European Diary
Creighton aims to finalise long-term budget
Ireland is aiming to finalise the long-term EU budget by the end of its presidency (30 June), Minister for European Affairs Lucinda Creighton has told an audience at the Frankfurt School of Finance and Management.
The budget (multi-annual financial framework) for 2014-2020 was allocated €960 billion when the Council (representing national governments) approved the draft in February. However, the European Parliament must still give its approval and its four main political groups want to increase the budget’s size.
In a keynote speech reviewing the presidency’s achievements to date, Creighton (pictured) stated: “Agreement among member states is far from the end of the process.”
She added: “We aim to complete the process by the end of the Irish presidency. This is a huge political challenge: the Parliament has made clear that its agreement cannot be taken for granted.”
The Minister said that Ireland had built up “close and constructive links” with MEPs. She described the presidency as a “complex, subtle leadership role” that involves partnerships with fellow member states and other EU institutions.
Specific results from the Irish presidency included:
• an agreement with the Parliament on the ‘two pack’ of economic governance legislation (to improve co-ordination in the euro zone);
• political agreement on a youth guarantee i.e. of employment, education or training for unemployed young people; and
• a swift response to the horsemeat scandal, which was also uncovered by the Irish Food Safety Authority.
Germany and Ireland, she said, both “cherish the gift of European unity” and the German federal election in September would be closely observed across the continent. There was “no doubt” that the economic crisis had “unleashed populist tendencies … and given new life to old stereotypes” but Creighton also found that it had increased engagement between the two countries.
Aldrin inspires at major science conference
Former NASA astronaut Buzz Aldrin was the special guest at a major five-day conference on science hosted by Fine Gael MEP Seán Kelly in early March. The conference attracted around 1,000 delegates and was organised in association with the Irish EU presidency.
Aldrin commented that “the only limit to what we can achieve lies in the limits of our imagination.” Speaking during the conference, Seán Kelly remarked: “The conference aims to promote global co-operation on access to research infrastructures and to facilitate networking between Europe-based researchers with potential research partners worldwide.”
Kelly added: “We are on the cusp of some of humankind’s most innovative creations but we need to plan ahead and continuously search for the latest technology and [resources] to spur on further developments.”
Call for gender quotas on boards
In a statement to mark International Women’s Day (8 March), Labour MEP Phil Prendergast called on the Government to introduce legislation for gender quotas for boards of publically traded companies.

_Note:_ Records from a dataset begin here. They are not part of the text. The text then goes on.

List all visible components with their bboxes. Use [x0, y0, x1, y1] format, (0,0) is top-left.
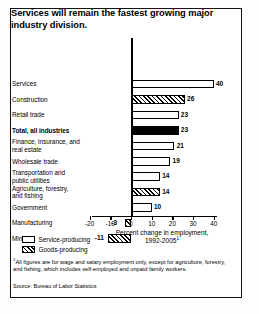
bar-value-label: 19 — [173, 157, 180, 166]
x-axis-tick — [90, 216, 91, 220]
bar-total-all-industries — [131, 126, 179, 135]
category-label: Transportation andpublic utilities — [12, 169, 98, 184]
bar-government — [131, 203, 152, 212]
category-label: Total, all industries — [12, 127, 98, 134]
legend-label-service-producing: Service-producing — [39, 236, 91, 243]
legend-item-service-producing: Service-producing — [22, 236, 90, 244]
x-axis-title-line2: 1992-2005 — [145, 237, 177, 244]
category-label: Retail trade — [12, 111, 98, 118]
category-label: Finance, insurance, andreal estate — [12, 138, 98, 153]
x-axis-tick-label: 20 — [162, 220, 182, 227]
x-axis-tick — [214, 216, 215, 220]
bar-value-label: 10 — [154, 203, 161, 212]
bar-construction — [131, 95, 185, 104]
x-axis-title: Percent change in employment, 1992-20051 — [92, 229, 232, 245]
x-axis-title-line1: Percent change in employment, — [116, 229, 209, 236]
x-axis-tick — [172, 216, 173, 220]
chart-figure: Services will remain the fastest growing… — [0, 0, 259, 314]
chart-footnote: 1All figures are for wage and salary emp… — [13, 259, 229, 272]
x-axis-tick-label: 0 — [121, 220, 141, 227]
category-label: Government — [12, 204, 98, 211]
bar-value-label: 14 — [162, 188, 169, 197]
chart-source: Source: Bureau of Labor Statistics — [13, 283, 213, 290]
legend-item-goods-producing: Goods-producing — [22, 246, 90, 254]
bar-retail-trade — [131, 111, 179, 120]
x-axis-tick-label: 30 — [183, 220, 203, 227]
x-axis-tick — [110, 216, 111, 220]
x-axis-tick-label: -10 — [100, 220, 120, 227]
bar-transportation-and-public-utilities — [131, 172, 160, 181]
x-axis-tick — [152, 216, 153, 220]
footnote-text: All figures are for wage and salary empl… — [13, 259, 225, 272]
bar-value-label: 21 — [177, 142, 184, 151]
legend-swatch-service-producing-icon — [22, 236, 35, 243]
x-axis-tick-label: 40 — [204, 220, 224, 227]
x-axis-tick — [193, 216, 194, 220]
x-axis-footnote-marker: 1 — [176, 236, 179, 241]
zero-axis-line — [131, 38, 133, 216]
category-label: Agriculture, forestry,and fishing — [12, 185, 98, 200]
legend-swatch-goods-producing-icon — [22, 246, 35, 253]
bar-value-label: 26 — [187, 95, 194, 104]
bar-finance-insurance-and-real-estate — [131, 142, 174, 151]
legend-label-goods-producing: Goods-producing — [39, 246, 88, 253]
chart-title: Services will remain the fastest growing… — [11, 8, 217, 31]
bar-value-label: 23 — [181, 111, 188, 120]
x-axis-tick-label: 10 — [142, 220, 162, 227]
bar-wholesale-trade — [131, 157, 170, 166]
bar-value-label: 40 — [216, 80, 223, 89]
category-label: Services — [12, 80, 98, 87]
x-axis-tick — [131, 216, 132, 220]
chart-legend: Service-producing Goods-producing — [22, 236, 90, 255]
bar-agriculture-forestry-and-fishing — [131, 188, 160, 197]
bar-value-label: 23 — [181, 126, 188, 135]
bar-services — [131, 80, 214, 89]
category-label: Wholesale trade — [12, 158, 98, 165]
x-axis-tick-label: -20 — [80, 220, 100, 227]
bar-value-label: 14 — [162, 172, 169, 181]
plot-area: Services40Construction26Retail trade23To… — [0, 38, 232, 224]
category-label: Construction — [12, 96, 98, 103]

The European Parliament has debated the introduction of gender quotas of 40 per cent for the non-executive boards of all publically traded companies in the EU. Effectively, this would mean companies reserving 40 per cent of the seats on their boards for each gender.
“As it stands, men make up 85 per cent of board membership for non-executive boards, and 91.1 per cent for executive boards across the European Union,” she stated, quoting European Commission figures.
“This cannot be allowed to continue. The voices of women, and the perspectives of women in business, are being lost in this male-dominated environment.”
Prendergast added: “I am also calling on the Government to introduce sanctions for companies which fail to fully implement the quota. I think if the legislation is too soft, then the companies will simply not adopt it or will find loopholes around it.”
The proposal has been withdrawn by the Commission, due to opposition from commissioners Neelie Kroes and Connie Hedegaard and the UK and German governments. Opponents claim that many women would not be appointed on merit.
Prendergast strongly disagreed and told eolas: “The problem is not one of qualification but rather one of appointment. There are cultural barriers that are preventing women being appointed to boards and these need to be tackled.”
She expects the Parliament to pass an ‘own-initiative’ report on the subject, which would put more pressure on the more conservative Council of Ministers. Prendergast prefers action at a European level which would promote consistency across member states.
Food security: society’s ‘most serious problem’’
Fianna Fáil MEP Liam Aylward has warned that the world cannot ignore food insecurity at a time when hunger and malnutrition are growing problems. Aylward said that global food production must increase by
70 per cent by 2050 to feed a predicted population of 9 billion. The current global population is 7 billion.
“Across the world, agriculture faces the twin challenges of keeping pace with population growth and increasing food demand,” he told a European Parliament seminar on food security. “It is being done under increasing resource and environmental pressures. This only increases the need for new solutions to maintain the quality of the food as well as its security from farm to fork.”
The MEP found it “outrageous” that millions of tonnes of good food are wasted each year while an estimated 79 million people in the EU lived below the poverty line and around 16 million of those people depended on food aid from charities.
Research and innovation also had a key role and should be “at the heart” of the Common Agricultural Policy, along with the promotion of professional training, access to education, knowledge transfer and the exchange of best practice in agriculture.